The Dead Romantics
Ashley Poston
To every author who asked us to believe in Happily Ever Afters
A Buried Story
IN THE BACK-LEFT corner of the Days Gone Funeral Home, underneath a loose floorboard, there was a metal box with a bunch of old journals inside. To anyone who found them, the scribbles looked like some teenager venting her sexual frustrations with Lestat or that one guy from The X-Files.
And, if you didn’t mind ghosts and vampires and blood oaths and leather pants and true love, the stories were quite good.
You could wonder why someone would shove journals full of smutty fan fiction underneath the floorboard of a century-old funeral home, but never question the mind of a teenager. You wouldn’t get very far.
I hid them there because—well—I just did, okay? Because when I left for college, I wanted to bury that part of me—that dark, weird Addams Family side—and what was a more fitting place than a funeral home?
And I almost succeeded, too.
1
The Ghostwriter
EVERY GOOD STORY has a few secrets.
At least, that’s what I’ve been told. Sometimes they’re secrets about love, secrets about family, secrets about murder—some so inconsequential they barely feel like secrets at all, but monumental to the person keeping them. Every person has a secret. Every secret has a story.
And in my head, every story has a happy ending.
If I were the heroine in a story, I would tell you that I had three secrets.
One, I hadn’t washed my hair in four days.
Two, my family owned a funeral home.
And three, I was the ghostwriter of mega-bestselling, critically acclaimed romance novelist Ann Nichols.
And I was sorely late for a meeting.
“Hold the door!” I shouted, bypassing the security personnel at the front desk, and sprinting toward the elevators.
“Miss!” the befuddled security guard shouted after me. “You have to check in! You can’t just—”
“Florence Day! Falcon House Publishers! Call up to Erin and she’ll approve me!” I tossed over my shoulder, and slid into one of the elevators, cactus in tow.
As the doors closed, a graying man in a sharp business suit eyed the plant in question.
“A gift to butter up my new editor,” I told him, because I wasn’t someone who just carried around small succulents wherever she went. “God knows it’s not for me. I kill everything I touch, including three cactuses—cacti?—already.”
The man coughed into his hand and angled himself away from me. The woman on the other side said, as if to console me, “That’s lovely, dear.”
Which meant that this was a terrible gift. I mean, I figured it was, but I had been stranded for too long on the platform waiting for the B train, having a small panic attack with my brother on the phone, when a little old lady with rollers in her hair tottered by selling cacti for like a dollar a pop and I bought things when I was nervous. Mainly books but—I guess now I bought houseplants, too.
The guy in the business suit got off on the twentieth floor, and the woman who held the elevator left on the twenty-seventh. I took a peek into their worlds before the doors closed again, immaculate white carpet or buffed wooden floors and glass cases where old books sat idly. There were quite a few publishers in the building, both online and in print, and there was even a newspaper on one of the floors. I could’ve been in the elevator with the editor for Nora Roberts for all I knew.
Whenever I came to visit the offices, I was always hyperaware of how people took one look at me—in my squeaky flats and darned hose and too-big plaid overcoat—and came to the conclusion that I was not tall enough to ride this ride.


What to produce: Each line that includes the word "Intercom" should be copied from the records.

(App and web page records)
--------------------------------
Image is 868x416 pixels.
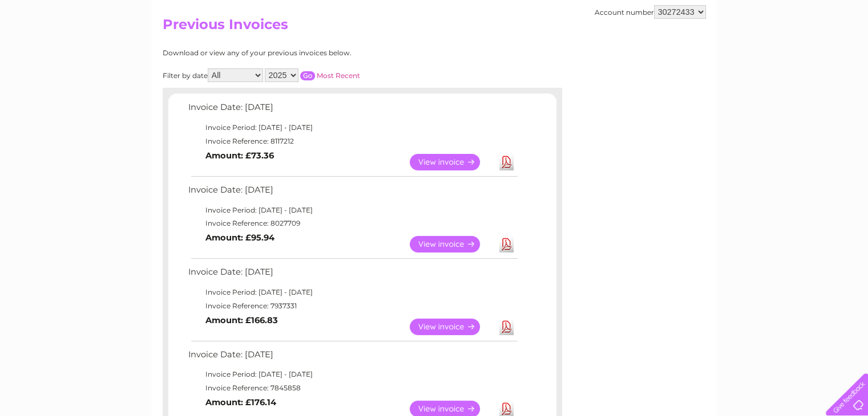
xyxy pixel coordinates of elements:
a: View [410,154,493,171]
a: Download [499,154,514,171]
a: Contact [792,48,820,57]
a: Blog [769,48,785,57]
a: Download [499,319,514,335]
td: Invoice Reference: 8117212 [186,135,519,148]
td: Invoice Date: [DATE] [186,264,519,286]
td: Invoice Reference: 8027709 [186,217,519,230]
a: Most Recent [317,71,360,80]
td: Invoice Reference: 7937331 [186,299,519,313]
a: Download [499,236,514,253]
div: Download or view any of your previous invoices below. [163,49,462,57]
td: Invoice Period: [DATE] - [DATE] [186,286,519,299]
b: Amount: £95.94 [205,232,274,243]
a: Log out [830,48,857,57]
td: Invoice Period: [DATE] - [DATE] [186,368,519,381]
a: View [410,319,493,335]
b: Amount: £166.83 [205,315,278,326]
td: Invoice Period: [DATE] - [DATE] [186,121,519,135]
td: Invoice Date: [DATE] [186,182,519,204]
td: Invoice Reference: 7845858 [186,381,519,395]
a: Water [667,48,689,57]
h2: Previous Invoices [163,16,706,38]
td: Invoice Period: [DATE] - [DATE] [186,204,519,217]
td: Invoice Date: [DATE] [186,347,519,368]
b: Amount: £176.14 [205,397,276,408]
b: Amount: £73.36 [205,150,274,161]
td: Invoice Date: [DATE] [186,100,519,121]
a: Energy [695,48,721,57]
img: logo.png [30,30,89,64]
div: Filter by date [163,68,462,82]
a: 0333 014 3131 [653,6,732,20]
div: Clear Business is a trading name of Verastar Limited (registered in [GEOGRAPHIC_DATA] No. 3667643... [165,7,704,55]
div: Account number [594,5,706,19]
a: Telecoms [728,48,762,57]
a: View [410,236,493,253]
--------------------------------
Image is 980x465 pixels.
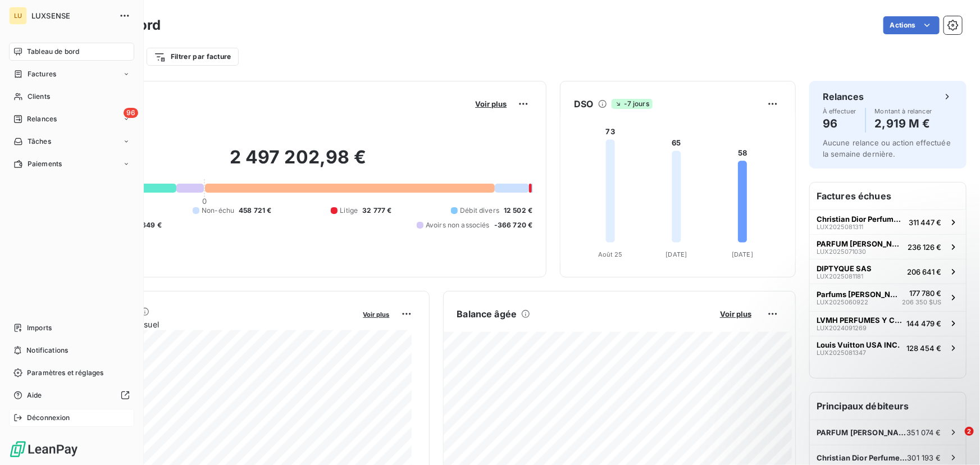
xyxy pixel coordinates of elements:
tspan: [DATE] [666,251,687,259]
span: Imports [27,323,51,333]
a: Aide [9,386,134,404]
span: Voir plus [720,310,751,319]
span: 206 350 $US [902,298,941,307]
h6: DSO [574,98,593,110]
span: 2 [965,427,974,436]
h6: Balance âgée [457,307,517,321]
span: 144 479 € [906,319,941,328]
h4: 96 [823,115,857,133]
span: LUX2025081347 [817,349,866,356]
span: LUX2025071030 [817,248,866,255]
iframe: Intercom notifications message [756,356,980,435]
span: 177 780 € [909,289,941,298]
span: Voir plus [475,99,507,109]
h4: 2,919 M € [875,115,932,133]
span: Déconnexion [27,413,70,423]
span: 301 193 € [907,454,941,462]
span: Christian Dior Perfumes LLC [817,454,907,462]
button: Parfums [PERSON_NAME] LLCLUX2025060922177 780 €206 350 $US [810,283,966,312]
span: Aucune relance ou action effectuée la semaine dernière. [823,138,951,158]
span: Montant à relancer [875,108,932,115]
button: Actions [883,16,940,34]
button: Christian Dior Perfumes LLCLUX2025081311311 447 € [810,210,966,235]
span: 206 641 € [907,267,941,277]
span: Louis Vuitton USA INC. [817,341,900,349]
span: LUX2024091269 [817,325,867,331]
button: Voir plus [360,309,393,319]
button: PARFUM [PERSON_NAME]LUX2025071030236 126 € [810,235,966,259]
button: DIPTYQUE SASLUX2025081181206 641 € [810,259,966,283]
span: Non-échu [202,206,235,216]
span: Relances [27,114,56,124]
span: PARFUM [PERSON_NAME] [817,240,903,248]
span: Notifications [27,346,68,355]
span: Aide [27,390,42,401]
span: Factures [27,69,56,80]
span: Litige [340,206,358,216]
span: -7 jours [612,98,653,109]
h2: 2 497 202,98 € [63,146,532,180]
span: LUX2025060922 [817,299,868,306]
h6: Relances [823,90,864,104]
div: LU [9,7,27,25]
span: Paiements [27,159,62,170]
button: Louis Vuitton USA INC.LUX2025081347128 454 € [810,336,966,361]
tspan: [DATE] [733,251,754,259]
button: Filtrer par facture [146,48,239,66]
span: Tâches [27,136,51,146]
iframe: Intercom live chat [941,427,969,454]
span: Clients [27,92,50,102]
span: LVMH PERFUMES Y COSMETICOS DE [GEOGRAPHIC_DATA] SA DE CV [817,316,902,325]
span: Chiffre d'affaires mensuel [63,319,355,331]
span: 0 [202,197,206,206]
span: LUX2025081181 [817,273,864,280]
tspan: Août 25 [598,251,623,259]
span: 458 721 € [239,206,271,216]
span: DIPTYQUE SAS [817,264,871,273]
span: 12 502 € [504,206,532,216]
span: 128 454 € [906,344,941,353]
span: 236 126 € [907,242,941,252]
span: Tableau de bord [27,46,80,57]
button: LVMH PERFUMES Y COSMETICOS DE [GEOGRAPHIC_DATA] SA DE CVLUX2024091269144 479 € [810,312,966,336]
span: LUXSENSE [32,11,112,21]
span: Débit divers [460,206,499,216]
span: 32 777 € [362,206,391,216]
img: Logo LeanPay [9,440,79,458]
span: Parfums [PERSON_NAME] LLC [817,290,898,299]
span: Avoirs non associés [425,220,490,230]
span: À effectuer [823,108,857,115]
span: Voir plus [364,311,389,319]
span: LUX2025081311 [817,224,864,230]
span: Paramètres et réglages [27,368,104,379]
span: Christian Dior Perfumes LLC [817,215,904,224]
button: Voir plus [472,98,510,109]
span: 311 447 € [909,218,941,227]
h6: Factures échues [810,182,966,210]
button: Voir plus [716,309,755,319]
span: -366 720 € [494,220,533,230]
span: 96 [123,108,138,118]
--------------------------------
Answer to the exercise:
iframe: Intercom notifications message [756,356,980,435]
iframe: Intercom live chat [941,427,969,454]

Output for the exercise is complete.